On Aunt Faith's instructions my Grandmother Agbrigg was at once surrounded by a screen of elderly ladies, my Stepmother Agbrigg just as swiftly introduced to one of the Chard bishops—since what in the world could convey more respectability than that?—and to a merry little gentleman who happened to be the Duke of South Erin, neither particularly rich nor particularly important but a
duke
just the same, and a frequent visitor of Aunt Caroline Chard's at Listonby. But no skill of Aunt Faith's could halt the sudden whispering, the turning of heads, the eyes that pretended not to look and the eyes that looked openly, avidly, when Mr. Nicholas Barforth's carriage was seen on the drive, a lady in a tall green hat beside him, for this was no local scandal, no simple tale of prickly middle-class morality but was of interest to everyone. Mrs. Tessa Delaney had been notorious in Cullingford. Mrs. Agbrigg was still somewhat suspect there. But the whole County of Yorkshire, or the sporting, landed portion of it, was acquainted with Mrs. Georgiana Barforth who was usually to be found not under her husband's imposing roof but in her decaying manor house at Galton Abbey. All three of the Chard bishops knew her. The Chard generals and colonels had served in the same regiment or played cards at the same clubs as her father; the Duke of South Erin had shot grouse over her moor at Galton many a time.

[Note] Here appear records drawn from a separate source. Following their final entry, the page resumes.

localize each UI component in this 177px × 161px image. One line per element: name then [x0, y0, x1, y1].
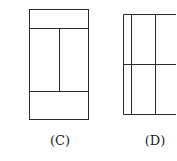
figure-c	[30, 10, 89, 120]
figure-d	[124, 15, 177, 115]
figure-c-label: (C)	[50, 133, 70, 148]
figure-d-label: (D)	[145, 133, 166, 148]
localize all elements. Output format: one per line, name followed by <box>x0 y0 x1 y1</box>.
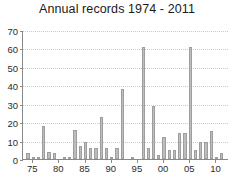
bar <box>42 126 45 159</box>
chart-title: Annual records 1974 - 2011 <box>0 2 234 16</box>
bar <box>26 153 29 159</box>
y-axis-tick-mark <box>20 31 23 32</box>
x-axis-tick-label: 05 <box>184 163 195 174</box>
x-axis-tick-label: 90 <box>105 163 116 174</box>
x-axis-tick-label: 95 <box>132 163 143 174</box>
bar <box>89 148 92 159</box>
bar <box>73 130 76 159</box>
bar <box>168 150 171 159</box>
bar <box>199 142 202 159</box>
y-axis-tick-mark <box>20 123 23 124</box>
x-axis-tick-label: 10 <box>210 163 221 174</box>
bar <box>53 153 56 159</box>
bar <box>37 157 40 159</box>
y-axis-tick-mark <box>20 86 23 87</box>
bar <box>32 157 35 159</box>
x-axis-tick-label: 80 <box>53 163 64 174</box>
bar <box>68 157 71 159</box>
bar <box>173 150 176 159</box>
bar <box>215 157 218 159</box>
bar <box>157 155 160 159</box>
y-axis-tick-label: 70 <box>0 26 18 37</box>
bar <box>204 142 207 159</box>
y-axis-tick-label: 50 <box>0 62 18 73</box>
bar <box>147 148 150 159</box>
bar <box>94 148 97 159</box>
bar <box>210 131 213 159</box>
bar <box>183 133 186 159</box>
x-axis-tick-label: 00 <box>158 163 169 174</box>
bar <box>47 152 50 159</box>
bar <box>131 157 134 159</box>
bar <box>121 89 124 159</box>
y-axis-tick-label: 60 <box>0 44 18 55</box>
bar <box>115 148 118 159</box>
bar <box>220 153 223 159</box>
x-axis-tick-label: 75 <box>27 163 38 174</box>
y-axis-tick-label: 20 <box>0 118 18 129</box>
bar <box>84 142 87 159</box>
bar <box>189 47 192 159</box>
bar <box>162 137 165 159</box>
bar <box>178 133 181 159</box>
bar <box>105 148 108 159</box>
bar <box>79 146 82 159</box>
y-axis-tick-mark <box>20 49 23 50</box>
bar <box>194 150 197 159</box>
y-axis-tick-mark <box>20 105 23 106</box>
x-axis-tick-label: 85 <box>79 163 90 174</box>
bar <box>110 157 113 159</box>
bars-group <box>23 31 228 159</box>
y-axis-tick-mark <box>20 142 23 143</box>
y-axis-tick-label: 30 <box>0 99 18 110</box>
y-axis-tick-label: 0 <box>0 155 18 166</box>
bar <box>152 106 155 159</box>
y-axis-tick-label: 40 <box>0 81 18 92</box>
y-axis-tick-mark <box>20 68 23 69</box>
y-axis-tick-label: 10 <box>0 136 18 147</box>
bar <box>100 117 103 159</box>
y-axis-tick-mark <box>20 160 23 161</box>
bar <box>63 157 66 159</box>
plot-area <box>22 31 228 160</box>
bar <box>142 47 145 159</box>
bar-chart: Annual records 1974 - 2011 0102030405060… <box>0 0 234 181</box>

And if these gentlemen were inclined to take a broader, easier view than Culllingford, she remained nevertheless a woman who did not appear to lead a regular life, who might be socially very dangerous, or very interesting, to know; who could, in fact, be approached with a familiarity and with an intent no man would permit himself with a lady who was
known
to reside safely in her matrimonial home.